Balloon Bomber

Balloon BomberThe Game: Why worry about space invaders when there are more pressing earthly threats? Players guide a mobile cannon at the bottom of the screen, trying to take out a constant barrage of balloon bombers dropping live bombs. A direct hit to the cannon costs the player a “life,” but if the player allows a bomb to hit bottom, the results can be almost as dangerous: bombs crater the surface that the player’s cannon moves across, and allowing those pits to collect on the surface can severely limit the player’s movements, to the point of leaving the cannon a motionless sitting duck for the next round of balloon bombs, or a plane that periodically drops cluster bombs from overhead. (Taito, 1980)

Memories: One of the more obscure exponents of the same basic hardware platform that brought us Space Invaders Part II, Balloon Bomber is an interesting twist in the slide-and-shoot genre that’s based on a real (and very strange) footnote in history.

Balloon BomberAudiovisually, the game isn’t terribly advanced; this is from the same time frame that saw Taito release other graphically-primitive coin-ops like Crazy Balloon and Lunar Rescue.

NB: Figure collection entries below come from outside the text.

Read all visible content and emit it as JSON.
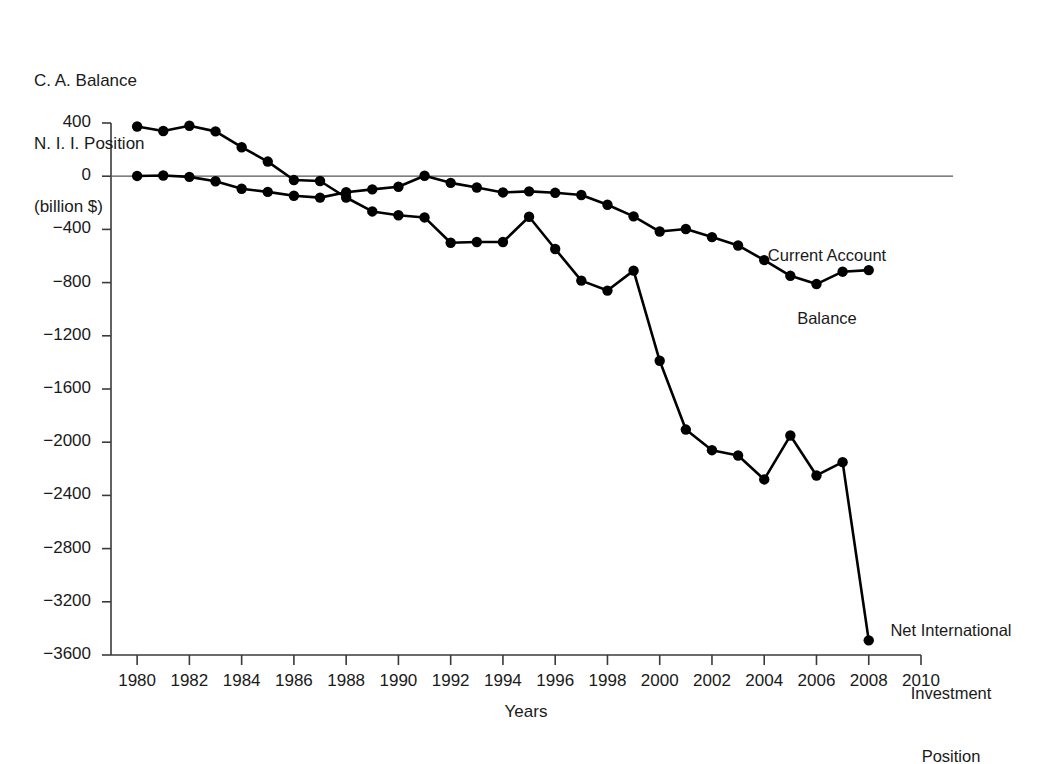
{
  "figure": {
    "y_axis_caption_lines": [
      "C. A. Balance",
      "N. I. I. Position",
      "(billion $)"
    ],
    "x_axis_title": "Years",
    "series_labels": {
      "current_account": [
        "Current Account",
        "Balance"
      ],
      "niip": [
        "Net International",
        "Investment",
        "Position"
      ]
    },
    "line_color": "#000000",
    "marker_color": "#000000",
    "zero_line_color": "#555555"
  },
  "chart_data": {
    "type": "line",
    "title": "",
    "subtitle": "",
    "xlabel": "Years",
    "ylabel": "C. A. Balance N. I. I. Position (billion $)",
    "xlim": [
      1979,
      2010
    ],
    "ylim": [
      -3600,
      400
    ],
    "xticks": [
      1980,
      1982,
      1984,
      1986,
      1988,
      1990,
      1992,
      1994,
      1996,
      1998,
      2000,
      2002,
      2004,
      2006,
      2008,
      2010
    ],
    "xtick_labels": [
      "1980",
      "1982",
      "1984",
      "1986",
      "1988",
      "1990",
      "1992",
      "1994",
      "1996",
      "1998",
      "2000",
      "2002",
      "2004",
      "2006",
      "2008",
      "2010"
    ],
    "yticks": [
      400,
      0,
      -400,
      -800,
      -1200,
      -1600,
      -2000,
      -2400,
      -2800,
      -3200,
      -3600
    ],
    "ytick_labels": [
      "400",
      "0",
      "−400",
      "−800",
      "−1200",
      "−1600",
      "−2000",
      "−2400",
      "−2800",
      "−3200",
      "−3600"
    ],
    "grid": false,
    "legend_position": "inline-annotation",
    "zero_reference_line": 0,
    "x": [
      1980,
      1981,
      1982,
      1983,
      1984,
      1985,
      1986,
      1987,
      1988,
      1989,
      1990,
      1991,
      1992,
      1993,
      1994,
      1995,
      1996,
      1997,
      1998,
      1999,
      2000,
      2001,
      2002,
      2003,
      2004,
      2005,
      2006,
      2007,
      2008
    ],
    "series": [
      {
        "name": "Current Account Balance",
        "marker": "filled-circle",
        "values": [
          2,
          5,
          -5,
          -38,
          -94,
          -118,
          -147,
          -161,
          -121,
          -99,
          -79,
          3,
          -50,
          -85,
          -122,
          -114,
          -125,
          -141,
          -215,
          -302,
          -416,
          -397,
          -458,
          -521,
          -631,
          -749,
          -811,
          -718,
          -706
        ]
      },
      {
        "name": "Net International Investment Position",
        "marker": "filled-circle",
        "values": [
          374,
          340,
          379,
          337,
          218,
          110,
          -29,
          -36,
          -160,
          -265,
          -294,
          -310,
          -500,
          -495,
          -495,
          -305,
          -547,
          -785,
          -860,
          -710,
          -1388,
          -1905,
          -2060,
          -2100,
          -2280,
          -1950,
          -2250,
          -2150,
          -3490
        ]
      }
    ]
  }
}
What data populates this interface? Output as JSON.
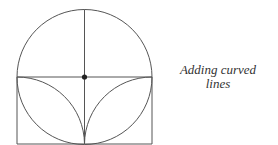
{
  "diagram": {
    "caption_lines": [
      "Adding curved",
      "lines"
    ],
    "colors": {
      "line": "#555555",
      "dot": "#222222",
      "text": "#333333",
      "background": "#ffffff"
    },
    "elements": [
      "circle",
      "vertical-diameter",
      "horizontal-diameter",
      "center-dot",
      "lower-box",
      "left-inner-arc",
      "right-inner-arc"
    ]
  }
}
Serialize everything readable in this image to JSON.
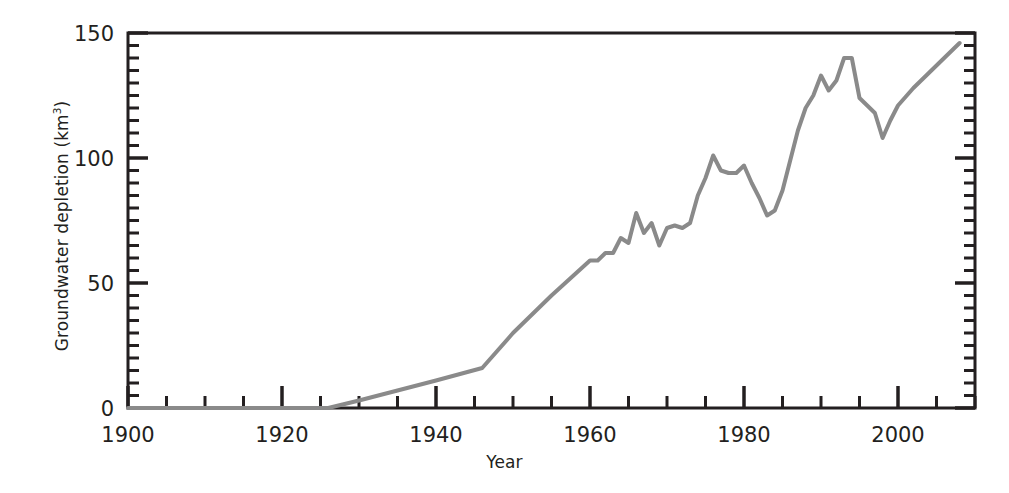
{
  "chart_data": {
    "type": "line",
    "title": "",
    "subtitle": "",
    "xlabel": "Year",
    "ylabel": "Groundwater depletion (km3)",
    "ylabel_base": "Groundwater depletion (km",
    "ylabel_exponent": "3",
    "ylabel_suffix": ")",
    "xlim": [
      1900,
      2010
    ],
    "ylim": [
      0,
      150
    ],
    "x_major_ticks": [
      1900,
      1920,
      1940,
      1960,
      1980,
      2000
    ],
    "x_major_tick_labels": [
      "1900",
      "1920",
      "1940",
      "1960",
      "1980",
      "2000"
    ],
    "x_minor_tick_step": 5,
    "y_major_ticks": [
      0,
      50,
      100,
      150
    ],
    "y_major_tick_labels": [
      "0",
      "50",
      "100",
      "150"
    ],
    "y_minor_tick_step": 5,
    "grid": false,
    "legend": null,
    "legend_position": "none",
    "line_color": "#8a8a8a",
    "axis_color": "#231f20",
    "background_color": "#ffffff",
    "line_width_px": 4,
    "series": [
      {
        "name": "Groundwater depletion",
        "x": [
          1900,
          1926,
          1930,
          1935,
          1940,
          1946,
          1950,
          1955,
          1960,
          1961,
          1962,
          1963,
          1964,
          1965,
          1966,
          1967,
          1968,
          1969,
          1970,
          1971,
          1972,
          1973,
          1974,
          1975,
          1976,
          1977,
          1978,
          1979,
          1980,
          1981,
          1982,
          1983,
          1984,
          1985,
          1986,
          1987,
          1988,
          1989,
          1990,
          1991,
          1992,
          1993,
          1994,
          1995,
          1996,
          1997,
          1998,
          1999,
          2000,
          2002,
          2004,
          2006,
          2008
        ],
        "y": [
          0,
          0,
          3,
          7,
          11,
          16,
          30,
          45,
          59,
          59,
          62,
          62,
          68,
          66,
          78,
          70,
          74,
          65,
          72,
          73,
          72,
          74,
          85,
          92,
          101,
          95,
          94,
          94,
          97,
          90,
          84,
          77,
          79,
          87,
          99,
          111,
          120,
          125,
          133,
          127,
          131,
          140,
          140,
          124,
          121,
          118,
          108,
          115,
          121,
          128,
          134,
          140,
          146
        ]
      }
    ]
  }
}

The graphics are adequate to indicate what’s going on in the game, but the hardware configuration on which these games were constructed was in dire danger of falling behind what was being done by Taito’s contemporaries.

Very strangely, there have been real balloon bombers launched from Japan. Late in World War II, Japan launched and then quickly abandoned a program of unmanned, bomb-laden “fire balloons” that were designed to cross the Pacific within a week by being launched into the jet stream that also zips weather across the ocean. Very few of them made it to American and Canadian soil, even fewer of them actually went off, and only one balloon bomb ever claimed any Balloon Bomberlives (a pregnant woman and five children who were curious about the discovery of a downed balloon). Frankly, they’re more effective enemies in this game than they ever were in real life.

Balloon Bomber is an exercise in pure frustration because 3 quarters!once the surface holding the player’s cannon is cratered, the only way to “fix” it is to sacrifice the current “life”, resulting in a clear surface with no damage. A mechanism like the bridge-building component of Satan’s Hollow might have made things more interesting. As it is, Balloon Bomber is more maddening than it is compelling.